Poker Pros Living in Vegas

There are two good reasons for a professional poker player to live in Las Vegas: cash games and tournaments. Sin City has them both in abundance, from dozens of daily tourneys at all levels of blinds to the high stakes private sessions in the back rooms of the Bellagio and the annual World Series of Poker (WSOP) events that last for more than month.

Las Vegas also has over three million visitors coming to town every month—many of them interested in playing poker with famous names. And as every angler knows, the best place to fish is in a pond that’s restocked frequently.

That pretty much explains why ten-time WSOP bracelet winner Doyle Brunson moved to Las Vegas with his family in the 1960s. It wasn’t the illegality of poker in Texas that drove him west so much as that Brunson became too well known as a shark and invitations to games were increasingly hard to come by.

The Biggest Names in the Game

With so many title events held along the Las Vegas Strip and downtown, it should be no surprise that dozens of tournament champions have planted their roots in the desert city. Seven-bracelet winner Billy Baxter moved there from Georgia, eight-time champ Erik Seidel relocated from New York and six-time bracelet winner Layne Flack, a South Dakota native who once dealt cards at casinos in Montana, settled in the Las Vegas Valley in 1998.

Phil Ivey, an eight-time bracelet winner, was once known as “No Home Jerome.” When he lived in New Jersey as a teen, he used a fake ID (“Jerome Graham”) to play at the poker tables in Atlantic City, where he spent so much time that the staff gave him the homeless moniker.
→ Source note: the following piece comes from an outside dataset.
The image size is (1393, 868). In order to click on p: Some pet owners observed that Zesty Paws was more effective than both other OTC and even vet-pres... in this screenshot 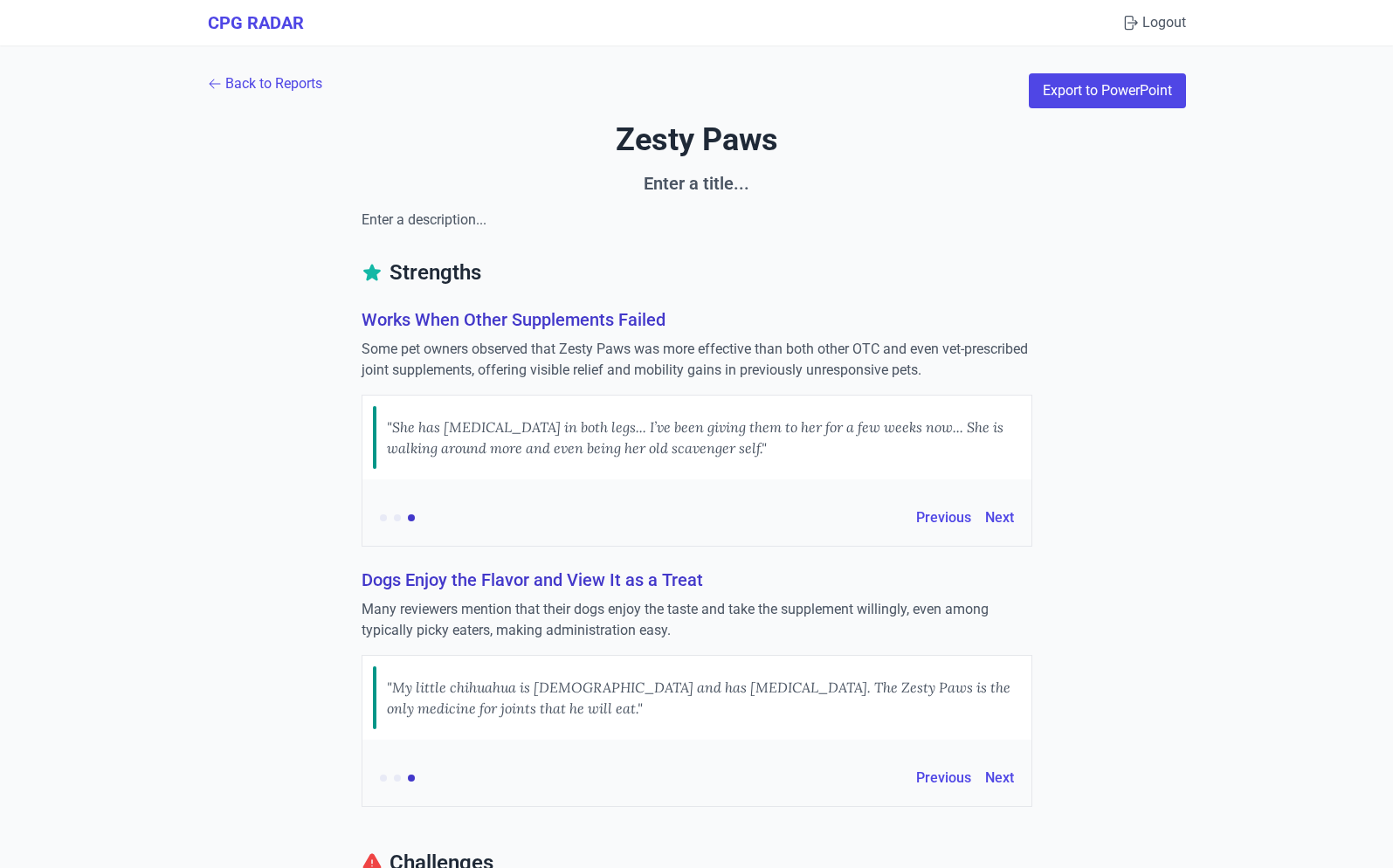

He certainly has a home now, of course, in Las Vegas, where he lives alone in a 6,727-square-foot, three-bedroom house worth $1.995 million.

Lots of top players prefer to live in neighboring California, close to the coast and its dedicated card rooms. But many Golden State natives have found the appeal of Vegas neon irresistible, such as five-bracelet winner Allen Cunningham from Riverside and four-time winner Huck Seed from Santa Clara.

From All over the Country

Players from the other coast have also found reason to leave for Las Vegas. Among them are five-bracelet winner Ted Forrest of Syracuse, four-time champ Artie Cobb from Brooklyn and “The Mathematician,” David Sklansky, who made it out from Hackensack via a census-related job in Los Angeles. Others to make the move from the Garden State include Scotty Fishman from South Jersey and “Miami” John Cernuto of Jersey City via Florida.

The holder of three WSOP bracelets, David “Chip” Reese left Dayton, Ohio to be close to the Las Vegas action. Triple winner Paul “Eskimo” Clark and two-time champ Matt Graham made the trek from New Orleans. And leading the famous ladies who’ve made a home in Las Vegas is Kathy Liebert of Nashville, Tennessee.

Quite a few winners of two WSOP bracelets are at home in the capital of Clark County, Nevada. Howard Lederer came from Concord, New Hampshire; cattleman Hoyt Corkins moseyed on in from Glenwood, Alabama; Dutch Boyd hails from Columbia, Missouri; and Barry Shulman is originally from Seattle, Washington. Jennifer Harman Traniello is one of the few that did not have far to move; she grew up in Reno.

From Far, Far Away

The 1998 World Champion, Scotty Nguyen, was born in Vietnam but he now lives in the Las Vegas Valley, just a 30-minute drive from the Strip in Henderson. Three-bracelet winner Chau Giang, two-time champ Thang Luu and one-time winner An Tran also made the journey from Vietnam. And five-bracelet winner John Juanda is an Asian transplant, too, from North Sumatra, Indonesia; he chose the Southern Nevada city as his home after time as a student in Oklahoma and Seattle.

Adding to the international flavor of Las Vegas are two-time bracelet winners Freddy Deeb from Beirut, Lebanon; Matt Pescatori of Milan, Italy; Greece-born Vasili Lazarou; and Carlos Mortenson, a native of Ambat, Ecuador who arrived in the Entertainment Capital of the World after a long residence in Madrid, Spain.

Those who are looking for celebrities at the poker tables of Las Vegas might also keep an eye out for WSOP bracelet winners Mike “The Mouth” Matusow, O’Neil Longson, Dick Carson, John Hennigan, Burt Boutin and Doyle Brunson’s son, Todd—all local residents. And even stars that live elsewhere, like Daniel Negreanu and Phil Hellmuth, are often easier to find in Las Vegas than in their own hometowns. After all, the two good reasons to live in Vegas are the same good reasons to visit often.